Ariel hadn’t. So Hugh explained about the young man’s fame and that he was to be Ariel’s fellow-guest for the present at Wild Acres. “When college opens again, there’ll be just you and mother and I at Wild Acres, unless you count Grandam, my grandmother, which you probably won’t. We’re not going to make it before dark, I’m afraid.” The time had come to switch on the headlights. Gray, cobwebby dusk was settling over the snowy world.

Ariel, comforted by Hugh’s friendly explanations, warm and at home in her fur coat, was relaxed and confident at last. She asked, “And those children, Nicky and Persis? They aren’t related? ‘Uncle’ was only a manner of speaking?”

The car picked up speed appallingly and Ariel’s confidence in Hugh as a safe keeper for any life was shattered. The road was icy under the snow and he was not slowing even for the curves. But when he answered her, his words came evenly and a little drawled, a strange tempo to speak in when one is driving at fifty miles an hour on a precarious winter road. “Yes. If they called me ‘uncle’ that was only a manner of speaking. Mrs. Nevin’s manner of speaking. Most of her men friends are ‘uncle’ to the children. Did you gather exactly who she was, on the ship, Ariel? Her husband was Nevin, the producer,—‘dramaturg,’ he called himself. Your father would have known.”

It was really a dangerous speed. Never had she realized that bodies could move so fast through space. Her breath came almost in a sob. It was only after a mile or more of this agony that Hugh became aware of her fear, but he slowed down then at once. “Do excuse me,” he muttered contritely. “You’re right. It isn’t safe. I forgot I wasn’t alone. An idiocy I won’t repeat.”

“It’s only that I’m not used—” Ariel murmured. Her knees began to tremble, now that she had no cause for fear and the danger was past. She hoped he would not feel how she was shaking from head to feet, as with a chill. If he did, he said nothing about it but asked, “Was Mrs. Nevin entertaining? Did you enjoy her?”

“Entertaining?” Ariel sounded amazed.

“Well, yes. She can be, you know. She’s rather famous for wit and charm and brilliance. Didn’t you guess that?”

“But I wouldn’t.
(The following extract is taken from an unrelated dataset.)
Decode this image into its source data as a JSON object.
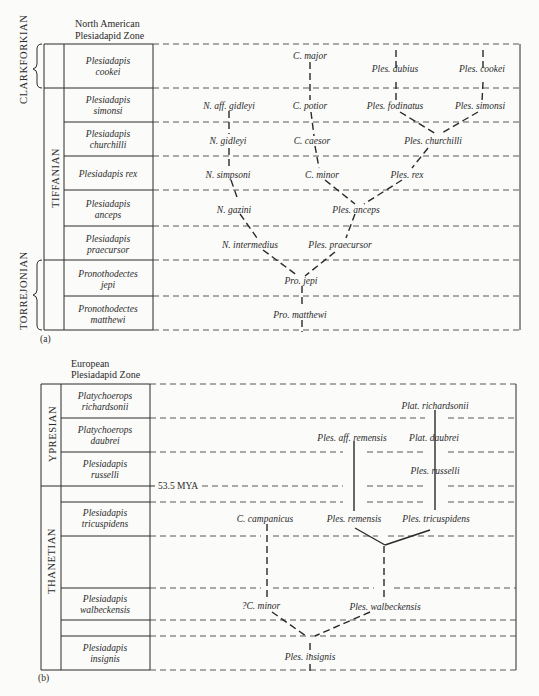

We never even spoke to each other, you see. I happened to have a chair beside hers on deck, but we didn’t speak. Even the children didn’t. They just happened to stand by me while we were docking. That was the way it was. Perhaps she’s like your grandmother—Mrs. Nevin. Keeps her company with silence and the angels....”

“No. Hers is another sort of exclusiveness altogether,” Hugh answered. “But I can’t imagine two days, and not a word....”

“There was Aldous Huxley. I think that was the name.”

“Well, I suppose he might have more for her at this stage in her life than you, Ariel.” His tone was dry. The lines at the corners of his mouth deepened. But it was too dark for Ariel to see that now. “There’s Mrs. Nevin’s house,” he said suddenly. “All lighted up. So she’s at home before us. Ours is the next place.”

Ariel saw a great house, as magnificent as Government House, crowning a low hill above them with dozens of windows blazing through the dusk. “That’s Holly. Her husband, Nevin, built it. It’s palatial, isn’t it! Wild Acres is much humbler. You’ll see in a minute. Or rather in a few minutes, because there’s a long, very twisty avenue up to our portico and you don’t really know there’s a house until you practically come, bump, into the front door. Here’s the entrance.”

The car had turned in through a dark, rather low, stone archway, and the headlights were cutting a golden shaft up through snow-enchanted, stilly woods.